Matching with character sets

. is the wildcard, and stands for any character [a-z] stands for any lower-case letter. You can express any range by giving the first and last characters in this way. [aeiou] stands for any vowel. You can express any set as a list this way. Special sets are given in table 4.3, page 125, in the textbook.

Anchoring the match

You can force a match to the beginning or end of a string using "^" for the beginning and "$" for the end.

Repetition

  • means the preceding expression occurs at least once (and possibly many times)
  • means the preceding expression occurs 0 or more times ? means the preceding expression occurs 0 or 1 times (it may or may not occur)

More flexibly, you can use {m,n} to say the preceding expression occurs at least m and at most n times.

To apply the above to an expression with more than one character in it, you need to use parentheses.

The escape character

So far, we have seen a number of characters with special meanings in a regular expression: +, *, ?, ^, $, {, }, [, ], (, ) (see also table 4.4, page 128).

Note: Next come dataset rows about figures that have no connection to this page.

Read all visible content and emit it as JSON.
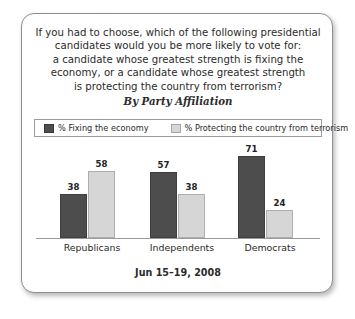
{
  "chart_data": {
    "type": "bar",
    "title_lines": [
      "If you had to choose, which of the following presidential",
      "candidates would you be more likely to vote for:",
      "a candidate whose greatest strength is fixing the",
      "economy, or a candidate whose greatest strength",
      "is protecting the country from terrorism?"
    ],
    "subtitle": "By Party Affiliation",
    "categories": [
      "Republicans",
      "Independents",
      "Democrats"
    ],
    "series": [
      {
        "name": "% Fixing the economy",
        "values": [
          38,
          57,
          71
        ],
        "color": "#4d4d4d"
      },
      {
        "name": "% Protecting the country from terrorism",
        "values": [
          58,
          38,
          24
        ],
        "color": "#d6d6d6"
      }
    ],
    "xlabel": "",
    "ylabel": "",
    "ylim": [
      0,
      80
    ],
    "grid": false,
    "legend_position": "top",
    "data_labels": true,
    "footer": "Jun 15–19, 2008"
  }
}
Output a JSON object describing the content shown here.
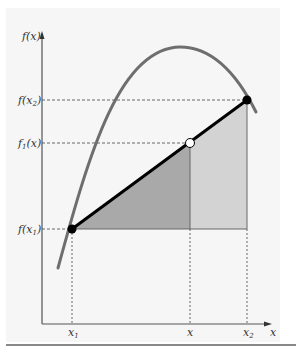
{
  "figure": {
    "type": "linear-interpolation-diagram",
    "y_axis_label": "f(x)",
    "x_axis_label": "x",
    "y_ticks": [
      {
        "id": "fx2",
        "base": "f(x",
        "sub": "2",
        "tail": ")",
        "y": 100
      },
      {
        "id": "f1x",
        "base": "f",
        "sub": "1",
        "tail": "(x)",
        "y": 143
      },
      {
        "id": "fx1",
        "base": "f(x",
        "sub": "1",
        "tail": ")",
        "y": 229
      }
    ],
    "x_ticks": [
      {
        "id": "x1",
        "base": "x",
        "sub": "1",
        "x": 72
      },
      {
        "id": "x",
        "base": "x",
        "sub": "",
        "x": 190
      },
      {
        "id": "x2",
        "base": "x",
        "sub": "2",
        "x": 247
      }
    ],
    "points": {
      "p1": {
        "label": "(x1, f(x1))",
        "fill": "#000000"
      },
      "p_interp": {
        "label": "(x, f1(x))",
        "fill": "#ffffff"
      },
      "p2": {
        "label": "(x2, f(x2))",
        "fill": "#000000"
      }
    },
    "colors": {
      "curve": "#6e6e6e",
      "line": "#000000",
      "dark_shade": "#a9a9a9",
      "light_shade": "#d3d3d3",
      "axis": "#555555",
      "background": "#f6f6f6"
    }
  }
}
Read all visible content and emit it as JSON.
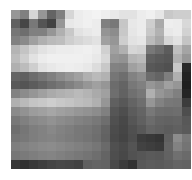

To match one of these characters, you use the backslash as an escape (which means that to match a backslash, you escape it with a backslash).

The "or" operator

You can try to match multiple regular expressions by combining them with a "|" -- the "or" or "branching" operator.

Exercises

A regular expression that matches

  • the substring abc: abc
  • any numeric decimal string: [0-9]+
  • any combination of a's, b's, and c's: [abc]+
  • any combination of a's, b's, and c's of length 3 or greater: [abc]{3,3}[abc]*
  • any combination of a's, b's, and c's of length less than 3: [abc]{0,2}
  • a valid decimal integer: [0-9]+
  • a valid rational number (i.e, it can have a decimal point): ([0-9]{1,3}\,([0-9]{3,3]\,)*([0-9]{3,3})(\.[0-9]*)?) | ([0-9]{1,3}(.[0-9]*)?)
  • a person's name
  • a valid number in scientific notation
  • a valid date in mm-dd-yyyy format
  • an email address (as discussed in class): [a-zA-Z0-9_][a-zA-Z0-9_\.] * @ ([a-zA-Z0-9]+\.){1,2}[a-zA-Z]+

Review Questions

  1. Given an array $myarray having the following value, what does each of the following statements do:
Key Value
alpha 10
beta 1
gamma 100

a. sort($myarray);
b. ksort($myarray);
c. asort($myarray);

  1. Define a regular expression for any of the exercises above.

  2. What values can each of the following functions return:
    a. fopen.
    b. fgets.
    c. fwrite.
    d. explode.
    e. strcmp.
    f. strlen.

  3. Write a loop to read a file of usernames and passwords, and build an associative array in which the key is the username and the value is the password.